The following table lists the entries of a GF store. Not all entries must be present.

GF store directory contents
File name File type Description
config YAML file Store meta-information, extent and index mapping (The config file).
index binary file GF trace metadata (The index file).
traces binary file GF trace sample data (The traces file).
decimated sub-directory Directory with decimated variants of the store.
phases sub-directory Directory with travel-time interpolation tables.
extra sub-directory Directory with extra information. Used to to store backend-specific modelling input parameters.

The config file

The config file contains all meta information needed to correctly interpret the stored Green’s function. It may additionally contain information about the modelling code, the earth model used, author information, citations, etc. Its file format is the widely used YAML format, which provides a good compromise between machine and human readability. It contains a common set of entries available for all GF types plus extra entries for specific GF types.

See the Pyrocko reference manual for lists of available entries:

Binary files

All numbers are encoded in little endian format. Real numbers are encoded as IEEE 754 32-bit or 64-bit floating-point values.

The index file

The index file of the GF store is composed of a 12-byte header and a sequence of 24-byte records, one record for each trace in the database. The following tables define there internal structure.
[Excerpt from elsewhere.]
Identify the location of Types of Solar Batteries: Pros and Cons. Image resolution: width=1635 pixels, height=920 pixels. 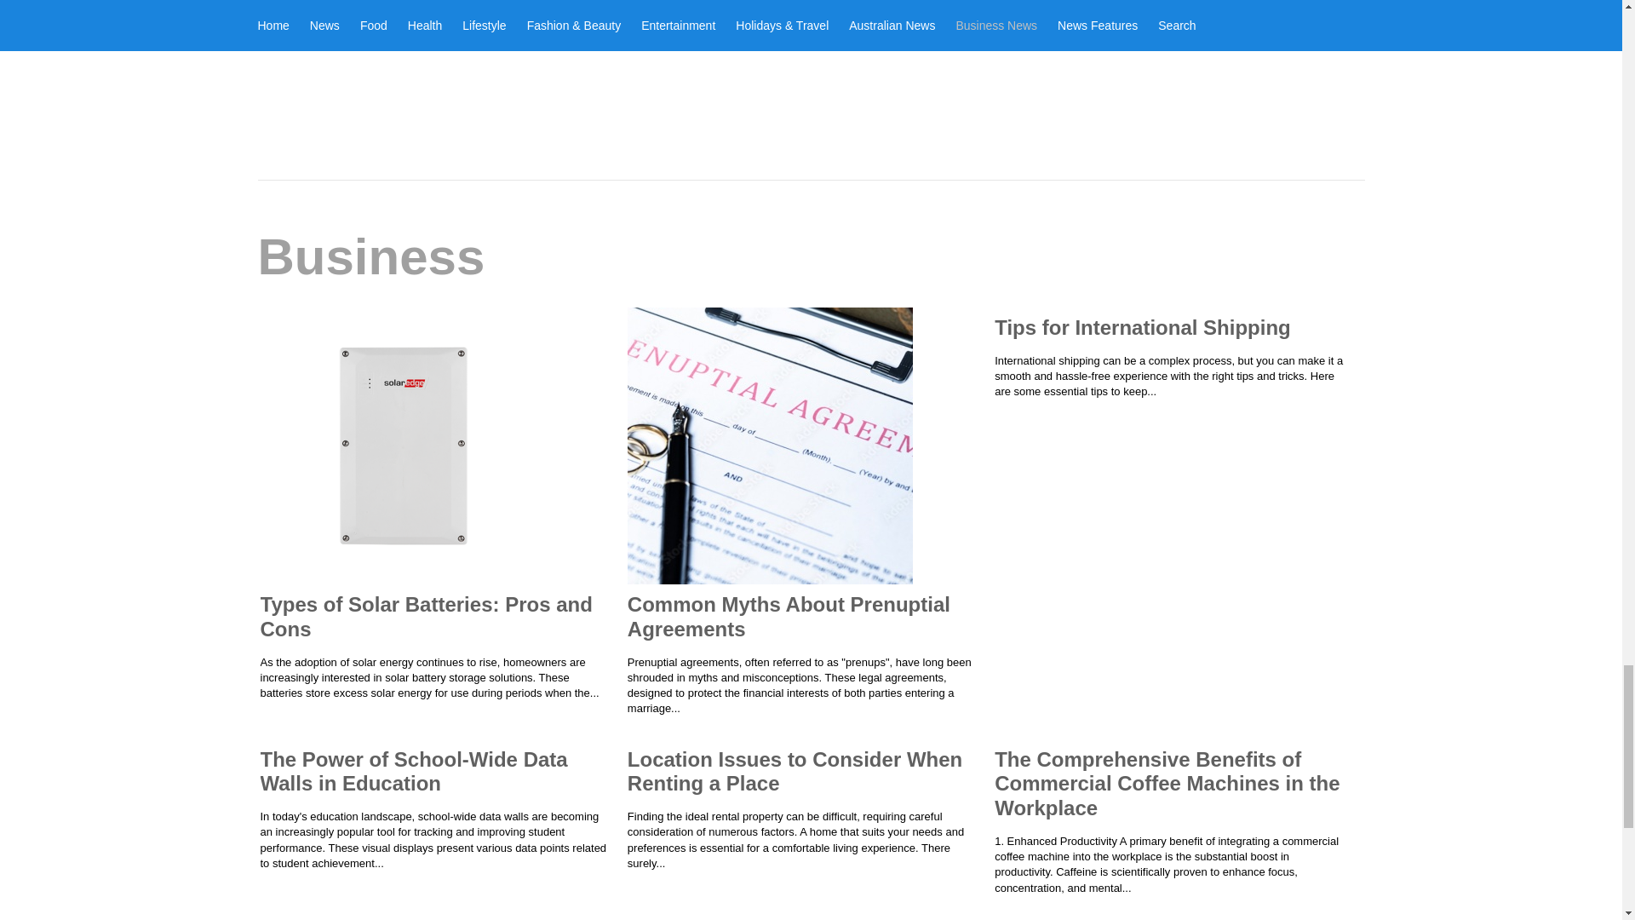
(426, 616).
Index file header (12 bytes)
nrecords 8-byte unsigned int Total number of records (traces) in the store N.
deltat 4-byte float Common sampling interval \Delta t of the GF traces.
Index file record (24 bytes)
data_offset 8-byte unsigned int Byte offset of first sample of the GF trace in the traces file. Special flag values are 0: trace is missing, 1: all samples in the trace are zero, 2: trace is short (one or two samples long).
itmin 4-byte signed int Temporal onset of the GF trace in number of samples i_{\textrm{min}}[j].
nsamples 4-byte unsigned int Number of samples in the GF trace: i_{\textrm{max}}[j] - i_{\textrm{min}}[j] + 1.
begin_value 4-byte float Value the GF trace’s first sample G[j, i_{\textrm{min}}[j]], typically zero. This value is used when the GF trace has to be extrapolated to times t < t_{i_{\textrm{min}}[j]}.
end_value 4-byte float Value the GF trace’s last sample G[j, i_{\textrm{max}}[j]], typically zero, or the static offset – This value is used when the GF trace has to be extrapolated to times t < t_{i_{\textrm{min}}[j]}.

The traces file

The traces file of the GF store is composed of 32 bytes of empty space at the beginning, followed by zero or more trace data allocations (GF trace sample arrays). Offset and length of each allocated trace are given in the index record. First and last value of the trace data must match their counterparts in the index record, begin_value and end_value. This redundancy can be used for integrity checks. No allocation is made for short traces, i.e. traces with 2 samples, representing step functions.

[1]Sebastian Heimann, Hannes Vasyura-Bathke, Henriette Sudhaus, Marius Paul Isken, Marius Kriegerowski, Andreas Steinberg, and Torsten Dahm. “A Python framework for efficient use of pre-computed Green’s functions in seismological and other physical forward and inverse source problems.” Solid Earth 10, no. 6 (2019): 1921-1921.